Here's what actually happened: numbers on screens changed color. Red replaced green. Traders who bought calls on Friday began refreshing their brokerage apps with the manic energy of divorced dads checking Tinder. The selling continued because the selling continued. That's it. That's the whole story.

But Tuesday's session will be different, the headline promises. Big stock stories ahead. Likely to move the market. What a load of shit. The market will move because the market always moves. Sometimes up. Sometimes down. Occasionally sideways just to f*ck with the weekly options crowd.

Alphabet dropped 5% and took the indices with it because Alphabet is worth more than the GDP of most countries and gets included in every index that matters. When a company that size moves, everything moves. This is not analysis. This is arithmetic. A golden retriever could understand this.

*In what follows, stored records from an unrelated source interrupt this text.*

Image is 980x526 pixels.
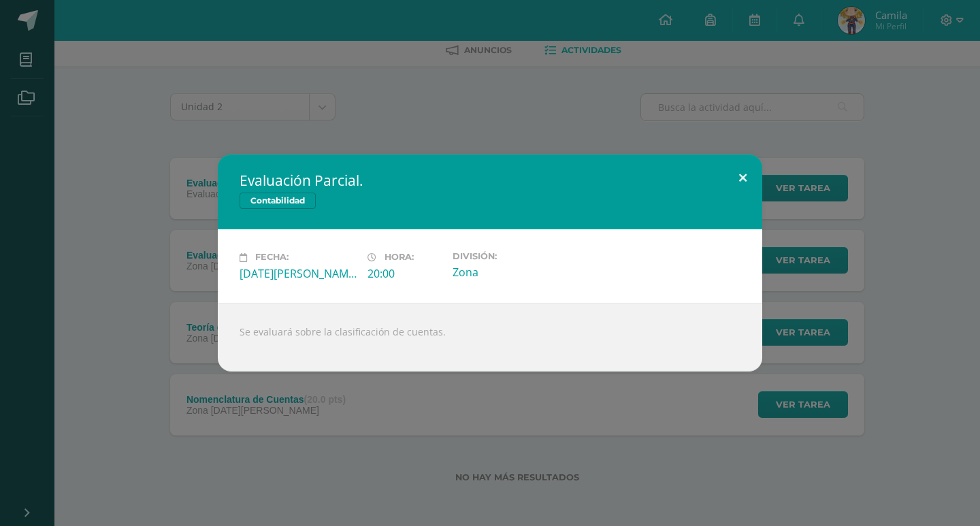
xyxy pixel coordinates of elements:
[385,253,413,263] span: Hora:
[368,266,442,282] div: 20:00
[218,303,763,372] div: Se evaluará sobre la clasificación de cuentas.
[239,266,357,282] div: [DATE][PERSON_NAME]
[239,171,741,190] h2: Evaluación Parcial.
[239,193,316,209] span: Contabilidad
[724,155,763,201] button: Close (Esc)
[452,251,570,261] label: División:
[255,253,288,263] span: Fecha:
[452,265,570,280] div: Zona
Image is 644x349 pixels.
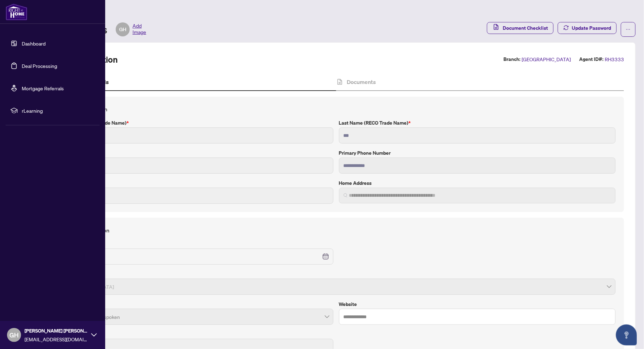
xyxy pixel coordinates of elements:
[339,300,616,308] label: Website
[24,327,87,335] span: [PERSON_NAME] [PERSON_NAME]
[56,241,333,248] label: Date of Birth
[343,193,348,197] img: search_icon
[56,226,615,234] h4: Personal Information
[504,55,520,64] label: Branch:
[56,179,333,187] label: E-mail Address
[56,149,333,157] label: Legal Name
[56,331,333,338] label: Sin #
[557,22,617,34] button: Update Password
[572,23,611,33] span: Update Password
[56,270,615,278] label: Gender
[605,55,623,64] span: RH3333
[616,325,636,345] button: Open asap
[347,77,376,86] h4: Documents
[626,27,630,32] span: ellipsis
[22,63,57,69] a: Deal Processing
[9,330,18,340] span: GH
[487,22,554,34] button: Document Checklist
[56,105,615,114] h4: Contact Information
[56,119,333,127] label: First Name (RECO Trade Name)
[132,23,146,36] span: Add Image
[22,85,64,91] a: Mortgage Referrals
[522,55,570,64] span: [GEOGRAPHIC_DATA]
[22,40,46,46] a: Dashboard
[503,23,548,33] span: Document Checklist
[339,149,616,157] label: Primary Phone Number
[579,55,603,64] label: Agent ID#:
[5,4,27,20] img: logo
[22,107,95,115] span: rLearning
[61,280,611,294] span: Female
[339,119,616,127] label: Last Name (RECO Trade Name)
[24,335,87,343] span: [EMAIL_ADDRESS][DOMAIN_NAME]
[56,300,333,308] label: Languages spoken
[119,26,126,33] span: GH
[339,179,616,187] label: Home Address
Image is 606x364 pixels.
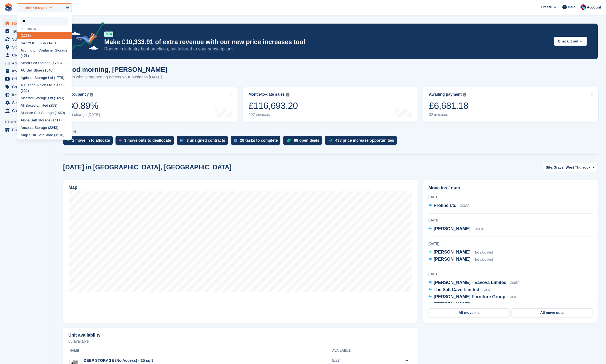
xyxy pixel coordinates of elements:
span: Grays, West Thurrock [553,164,590,170]
h2: Move ins / outs [429,184,593,191]
span: [PERSON_NAME] [433,301,470,306]
div: DEEP STORAGE (No Access) - 25 sqft [84,357,153,363]
a: 438 price increase opportunities [324,135,400,148]
img: price_increase_opportunities-93ffe204e8149a01c8c9dc8f82e8f89637d9d84a8eef4429ea346261dce0b2c0.svg [328,139,332,141]
img: price-adjustments-announcement-icon-8257ccfd72463d97f412b2fc003d46551f7dbcb40ab6d574587a9cd5c0d94... [65,22,104,53]
div: Alpha Self Storage (1411) [18,117,71,124]
a: 3 move outs to deallocate [116,135,177,148]
div: Acorn Self Storage (1763) [18,59,71,67]
div: Agricola Storage Ltd (1775) [18,74,71,82]
img: contract_signature_icon-13c848040528278c33f63329250d36e43548de30e8caae1d1a13099fd9432cc5.svg [180,138,184,142]
button: Site: Grays, West Thurrock [542,163,598,172]
p: Make £10,333.91 of extra revenue with our new price increases tool [104,38,550,46]
a: 3 unsigned contracts [177,135,231,148]
div: All Boxed Limited (258) [18,102,71,109]
div: (1268) [18,32,71,39]
div: Accrington Container Storage (453) [18,47,71,59]
div: 28 tasks to complete [240,138,278,143]
a: 28 tasks to complete [231,135,283,148]
div: £6,681.18 [429,100,468,111]
div: Alliance Self Storage (1669) [18,109,71,117]
h2: Map [68,185,77,190]
span: Capital [12,107,45,114]
span: Create [541,4,552,10]
img: move_ins_to_allocate_icon-fdf77a2bb77ea45bf5b3d319d69a93e2d87916cf1d5bf7949dd705db3b84f3ca.svg [67,138,70,142]
a: menu [3,35,52,43]
a: menu [3,59,52,67]
div: Anglia UK Self Store (1516) [18,131,71,138]
span: [PERSON_NAME] [433,256,470,261]
span: G0204 [473,302,483,306]
span: Not allocated [473,258,493,261]
span: Analytics [12,59,45,67]
span: Account [587,5,601,10]
th: Name [68,346,332,355]
div: NEW [104,31,113,37]
span: Tasks [12,27,45,35]
div: [DATE] [429,195,593,200]
span: Invoices [12,67,45,75]
a: menu [3,107,52,114]
a: [PERSON_NAME] Furniture Group G0018 [429,293,518,301]
span: Home [12,19,45,27]
img: move_outs_to_deallocate_icon-f764333ba52eb49d3ac5e1228854f67142a1ed5810a6f6cc68b1a99e826820c5.svg [119,138,122,142]
img: icon-info-grey-7440780725fd019a000dd9b08b2336e03edf1995a4989e88bcd33f0948082b44.svg [90,93,93,96]
span: [PERSON_NAME] [433,250,470,254]
span: [PERSON_NAME] Furniture Group [433,294,505,299]
div: £116,693.20 [248,100,298,111]
img: stora-icon-8386f47178a22dfd0bd8f6a31ec36ba5ce8667c1dd55bd0f319d3a0aa187defe.svg [4,3,13,11]
p: Rooted in industry best practices, but tailored to your subscriptions. [104,46,550,52]
a: The Salt Cave Limited G0042 [429,286,492,293]
div: 3 move outs to deallocate [124,138,171,143]
p: Here's what's happening across your business [DATE] [63,74,167,80]
span: Storefront [5,119,54,125]
a: menu [3,19,52,27]
div: [DATE] [429,241,593,246]
a: 1 move in to allocate [63,135,116,148]
a: menu [3,27,52,35]
a: menu [3,75,52,83]
div: 3 unsigned contracts [186,138,225,143]
span: Sites [12,44,45,51]
div: 607 invoices [248,112,298,117]
span: G0042 [482,288,492,291]
span: Subscriptions [12,35,45,43]
div: [DATE] [429,218,593,223]
a: Occupancy 80.89% No change [DATE] [62,87,237,122]
a: menu [3,83,52,91]
a: All move outs [512,308,592,317]
span: G0053 [510,281,519,285]
div: AC Self Store (1546) [18,67,71,74]
span: Booking Portal [12,126,45,134]
img: icon-info-grey-7440780725fd019a000dd9b08b2336e03edf1995a4989e88bcd33f0948082b44.svg [463,93,466,96]
a: [PERSON_NAME] Not allocated [429,256,493,263]
div: Flexible Storage (250) [19,5,54,11]
h1: Good morning, [PERSON_NAME] [63,66,167,73]
span: CRM [12,51,45,59]
div: Ancoats Storage (2243) [18,124,71,131]
span: Coupons [12,83,45,91]
div: Month-to-date sales [248,92,285,97]
span: Not allocated [473,250,493,254]
span: Pricing [12,75,45,83]
span: Insurance [12,91,45,99]
span: Settings [12,99,45,106]
h2: Unit availability [68,333,100,337]
span: [PERSON_NAME] - Eavova Limited [433,280,507,285]
div: Awaiting payment [429,92,461,97]
a: [PERSON_NAME] - Eavova Limited G0053 [429,279,519,286]
div: 1 move in to allocate [72,138,110,143]
span: G0004 [473,227,483,231]
a: Awaiting payment £6,681.18 32 invoices [423,87,598,122]
img: task-75834270c22a3079a89374b754ae025e5fb1db73e45f91037f5363f120a921f8.svg [234,138,237,142]
a: Month-to-date sales £116,693.20 607 invoices [243,87,418,122]
p: 65 available [68,339,412,343]
div: A47 YOU LOCK (1431) [18,39,71,47]
div: 88 open deals [294,138,319,143]
div: Customer [18,28,71,31]
img: deal-1b604bf984904fb50ccaf53a9ad4b4a5d6e5aea283cecdc64d6e3604feb123c2.svg [286,138,291,142]
p: ACTIONS [63,130,598,134]
div: 80.89% [68,100,100,111]
span: G0018 [508,295,518,299]
div: Alcester Storage Ltd (1693) [18,94,71,102]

Yet here comes Tuesday, promising new stories, fresh catalysts, reasons for things. The financial media will point to earnings reports or Fed speeches or geopolitical tensions. They'll draw lines connecting dots that don't exist. Retail traders will nod along, convinced they're learning something, then proceed to lose money for reasons completely unrelated to whatever Bloomberg said at 6 AM.

The charts don't care about your stories. Support held or it didn't. Resistance broke or it didn't. Volume came in or it stayed home. Everything else is a bedtime story for adults who need to believe their losses mean something.

Tuesday will arrive. Stocks will move. CNBC will explain why. None of the explanation will help you. The tech giants that sold off Monday might bounce, might crater further, might chop around in a range that stops out both bulls and bears before lunch. And on Wednesday, there will be another headline promising to tell you what moves the market next, as if anyone ever knew.